The expression that passed swiftly across his face was deeper than mourning; it was desolation. “I will never see his like again.”
That silenced her for a moment, as she saw the depth of his loss.
“But what about us?” she asked. “I don’t want to lose this house, John, and J is happy here. We have put down roots here just as the plants in the garden have done. You said you would plant the chestnut here this spring and that we would sit under its branches when we are an old married couple.”
He nodded. “I know. I’m forsworn. That’s what I promised you. But I can’t bear it here without him, Elizabeth. I have tried and I cannot. Can you release me from my promise that we should stay here, and let us make another home? Back in Kent?”
“Kent? What d’you mean? Where?”
“Lord Wootton wants a gardener at Canterbury and asked me if I would go. He has the secret of growing melons which I should be glad to learn; his gardener has always teased me that only Lord Wootton in all of England can grow melons.”
Elizabeth tutted with irritation. “Forget the melons for a moment if you please. What about a house? What about your wages?”
“He’ll pay me well,” John said. “Sixty pounds where my lord paid me fifty. And we will have a house, the head gardener’s house. J can go to the King’s School in Canterbury. That’ll be a fine thing for him.”
“Canterbury,” Elizabeth said thoughtfully. “I’ve never lived in a market town. There’d be much society.”
“We could start there at once.

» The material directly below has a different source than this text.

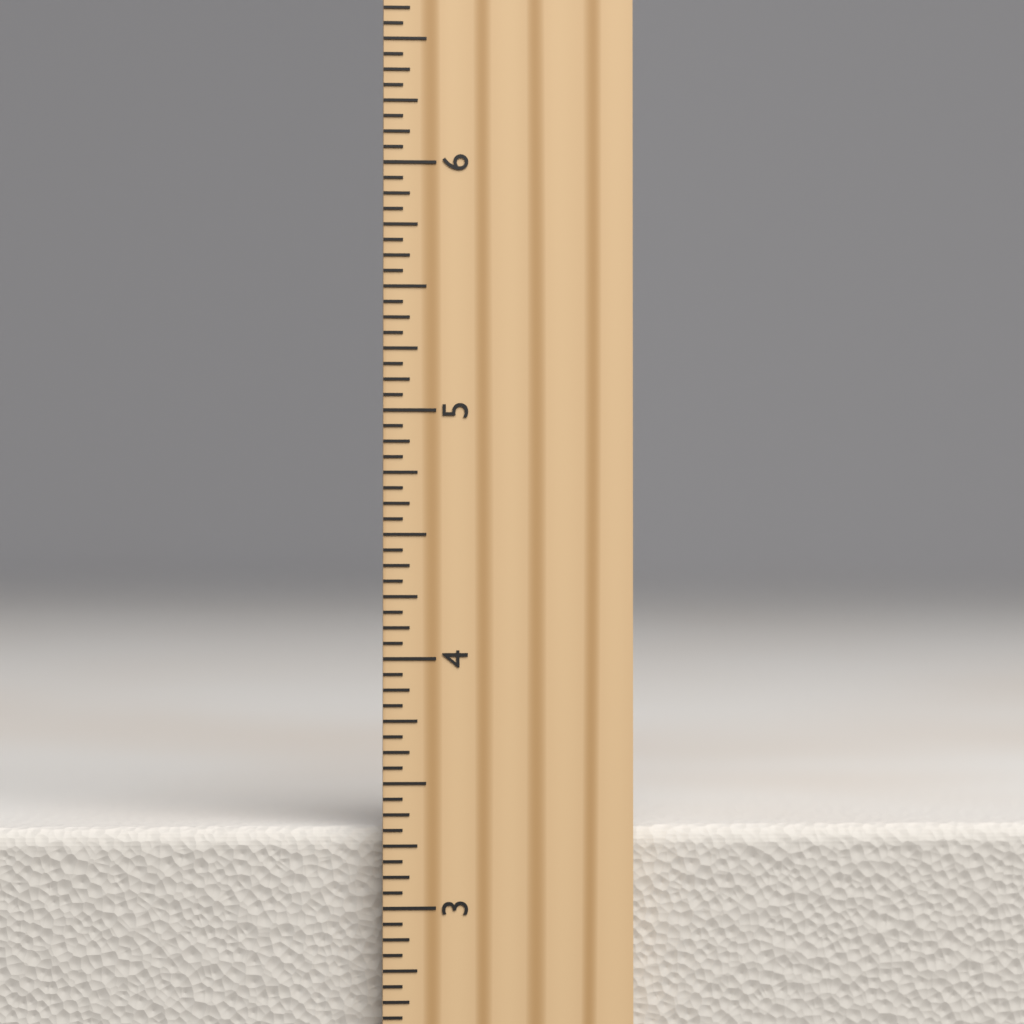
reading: 3.3125 inch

He asked me on the death of my lord and I said I would tell him within the quarter.”
“And will you not love Lord Wootton as you loved the earl?” Elizabeth asked, thinking it would be an advantage.
John shook his head. “There will never be another lord for me like that one.”
“Let’s go, then,” she said with her typical sudden decisiveness. “And we can plant the chestnut sapling in Canterbury instead of Hatfield.”
November 1612
John was working in Lord Wootton’s garden, hands among cold clods of earth, when he heard the bell tolling. On and on it went, a funeral bell. Then he heard the rumble of cannon fire. He stood up, brushed the mud on his breeches, and reached for his coat where it was hooked over his spade.
“Something’s happened,” he said shortly to the garden lad who was working beside him.
“Shall I run into town and bring you the news?” the boy asked eagerly.
“No,” John said firmly. “You shall stay and work here while I run into town and find out the news. And if you are not here when I get back it will be the worst for you.”
“Yes, Mr. Tradescant,” the boy said sulkily.
The bell was ever more insistent.
“What does it mean?”
“I’ll find out,” John said and strode out of the garden toward the cathedral.
People were gathered in gossiping circles all the way down the road but John went on until he reached the cathedral steps and saw a face he recognized – the headmaster of the school.
“Doctor Phillips,” he exclaimed. “What are they ringing for?”
The man turned at the sound of his name and John saw, with a shock, that the man’s face was wet with tears.
“Good God! What is it? It’s not an invasion? Not Spain?”
“It’s Prince Henry,” the man said simply. “Our blessed prince. We have lost him.”
For a moment John could not take in the words. “Prince Henry?”
“Dead.”
John shook his head. “But he’s so strong, he’s always so well-”
“Dead of fever.”
John’s hand went to his forehead to cross himself, in the old superstitious forbidden sign. He caught his hand back and said instead, “Poor boy, God save us, poor boy.”
“I forgot, you would have seen him often.”
“Not often,” John said, his habitual caution asserting itself.
“He was a blessed prince, was he not? Handsome and learned and godly?”
John thought of Prince Henry’s handsome tyrannical disposition, of his casual cruelty to his dark little brother, of his easy love of his sister Elizabeth, of his royal confidence, some would say arrogance. “He was a boy born to rule,” John said cleverly.